Maybe he had more to protect.
Maybe he had more to hide.
Either way, Selina wasn’t going to pop those locks in seven minutes. She’d need an hour just to diagnose them, and maybe a day to collect the materials to counteract them—if they could be countered. If they needed to be countered. Doors were supposed to be the easiest way into an apartment—that’s why people put locks on them—but they were hardly the only way.
“Who are you?” Selina asked the door. “Fancy locks, frightened woman. What makes you tick, Eddie Lobb?”
She left the flowers propped against the door—let him guess who was sending flowers to his missing girlfriend. With her eyes closed she rechecked her spatial memory. Then, hearing the cables twang and suspecting that the gargoyle was shortchanging her ten minutes, she hurried away from the door.
Chapter Nine
The evening rush was in full swing when Selina, still dressed in her generic jumpsuit, marched into the lobby of another building from which she expected to get a good look at Eddie Lobb’s windows. It was a modern building, with a facade resembling a mirror more than a wedding cake. There were no fire escapes. She announced to the doorman—a more typical specimen of the breed—that she was going to wash some windows. The doorman didn’t ask why she was alone, why she wanted to wash windows when it was getting dark, or why she’d wash them when it had just stopped raining. Instead, shrugging, he adjusted the elevator control panel so she wouldn’t have to take the stairs to the roof.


EXERCISE: The records below should be copied in full, exactly as shown.

[Dataset listings of figures]
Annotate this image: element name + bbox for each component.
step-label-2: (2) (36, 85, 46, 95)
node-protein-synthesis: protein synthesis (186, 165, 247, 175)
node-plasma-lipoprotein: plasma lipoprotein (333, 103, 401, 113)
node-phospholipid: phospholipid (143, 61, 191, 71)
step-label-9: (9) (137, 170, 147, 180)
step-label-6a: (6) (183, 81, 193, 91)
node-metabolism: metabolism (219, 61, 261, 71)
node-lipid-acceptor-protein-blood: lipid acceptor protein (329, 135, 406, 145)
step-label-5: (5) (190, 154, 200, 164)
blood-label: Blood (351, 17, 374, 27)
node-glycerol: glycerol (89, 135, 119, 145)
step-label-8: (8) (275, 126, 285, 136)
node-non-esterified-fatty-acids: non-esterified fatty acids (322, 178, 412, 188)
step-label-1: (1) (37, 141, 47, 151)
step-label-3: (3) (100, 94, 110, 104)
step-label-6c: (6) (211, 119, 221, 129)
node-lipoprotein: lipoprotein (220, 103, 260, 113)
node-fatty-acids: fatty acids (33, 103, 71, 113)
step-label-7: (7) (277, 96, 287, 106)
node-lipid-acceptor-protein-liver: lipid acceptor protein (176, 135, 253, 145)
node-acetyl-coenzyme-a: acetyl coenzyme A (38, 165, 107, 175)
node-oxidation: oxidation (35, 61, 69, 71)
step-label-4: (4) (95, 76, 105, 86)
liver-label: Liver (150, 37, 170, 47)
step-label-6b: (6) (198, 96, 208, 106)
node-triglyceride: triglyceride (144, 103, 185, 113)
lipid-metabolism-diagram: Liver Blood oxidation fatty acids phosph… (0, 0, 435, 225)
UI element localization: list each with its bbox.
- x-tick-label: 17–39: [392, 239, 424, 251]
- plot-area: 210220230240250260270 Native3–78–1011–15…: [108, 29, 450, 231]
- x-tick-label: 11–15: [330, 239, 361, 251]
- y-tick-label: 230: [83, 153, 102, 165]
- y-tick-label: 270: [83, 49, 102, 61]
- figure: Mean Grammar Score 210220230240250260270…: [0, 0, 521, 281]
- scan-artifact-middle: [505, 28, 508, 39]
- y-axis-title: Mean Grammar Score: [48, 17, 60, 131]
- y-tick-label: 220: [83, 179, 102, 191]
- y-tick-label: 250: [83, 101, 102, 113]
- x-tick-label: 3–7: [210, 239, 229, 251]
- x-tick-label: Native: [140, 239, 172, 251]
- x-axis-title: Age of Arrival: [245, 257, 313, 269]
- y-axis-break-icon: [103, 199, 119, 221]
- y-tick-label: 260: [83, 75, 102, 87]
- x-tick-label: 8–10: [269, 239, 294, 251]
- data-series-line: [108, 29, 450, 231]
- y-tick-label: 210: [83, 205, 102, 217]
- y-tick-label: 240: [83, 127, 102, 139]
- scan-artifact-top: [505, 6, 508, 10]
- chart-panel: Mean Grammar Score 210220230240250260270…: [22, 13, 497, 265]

THE COMPLETED TASK:
Annotate this image: element name + bbox for each component.
step-label-2: (2) (36, 85, 46, 95)
node-protein-synthesis: protein synthesis (186, 165, 247, 175)
node-plasma-lipoprotein: plasma lipoprotein (333, 103, 401, 113)
node-phospholipid: phospholipid (143, 61, 191, 71)
step-label-9: (9) (137, 170, 147, 180)
step-label-6a: (6) (183, 81, 193, 91)
node-metabolism: metabolism (219, 61, 261, 71)
node-lipid-acceptor-protein-blood: lipid acceptor protein (329, 135, 406, 145)
step-label-5: (5) (190, 154, 200, 164)
blood-label: Blood (351, 17, 374, 27)
node-glycerol: glycerol (89, 135, 119, 145)
step-label-8: (8) (275, 126, 285, 136)
node-non-esterified-fatty-acids: non-esterified fatty acids (322, 178, 412, 188)
step-label-1: (1) (37, 141, 47, 151)
step-label-3: (3) (100, 94, 110, 104)
step-label-6c: (6) (211, 119, 221, 129)
node-lipoprotein: lipoprotein (220, 103, 260, 113)
node-fatty-acids: fatty acids (33, 103, 71, 113)
step-label-7: (7) (277, 96, 287, 106)
node-lipid-acceptor-protein-liver: lipid acceptor protein (176, 135, 253, 145)
node-acetyl-coenzyme-a: acetyl coenzyme A (38, 165, 107, 175)
node-oxidation: oxidation (35, 61, 69, 71)
step-label-4: (4) (95, 76, 105, 86)
liver-label: Liver (150, 37, 170, 47)
step-label-6b: (6) (198, 96, 208, 106)
node-triglyceride: triglyceride (144, 103, 185, 113)
lipid-metabolism-diagram: Liver Blood oxidation fatty acids phosph… (0, 0, 435, 225)
UI element localization: list each with its bbox.
- x-tick-label: 17–39: [392, 239, 424, 251]
- plot-area: 210220230240250260270 Native3–78–1011–15…: [108, 29, 450, 231]
- x-tick-label: 11–15: [330, 239, 361, 251]
- y-tick-label: 230: [83, 153, 102, 165]
- y-tick-label: 270: [83, 49, 102, 61]
- figure: Mean Grammar Score 210220230240250260270…: [0, 0, 521, 281]
- scan-artifact-middle: [505, 28, 508, 39]
- y-axis-title: Mean Grammar Score: [48, 17, 60, 131]
- y-tick-label: 220: [83, 179, 102, 191]
- y-tick-label: 250: [83, 101, 102, 113]
- x-tick-label: 3–7: [210, 239, 229, 251]
- x-tick-label: Native: [140, 239, 172, 251]
- x-axis-title: Age of Arrival: [245, 257, 313, 269]
- y-axis-break-icon: [103, 199, 119, 221]
- y-tick-label: 260: [83, 75, 102, 87]
- x-tick-label: 8–10: [269, 239, 294, 251]
- data-series-line: [108, 29, 450, 231]
- y-tick-label: 210: [83, 205, 102, 217]
- y-tick-label: 240: [83, 127, 102, 139]
- scan-artifact-top: [505, 6, 508, 10]
- chart-panel: Mean Grammar Score 210220230240250260270…: [22, 13, 497, 265]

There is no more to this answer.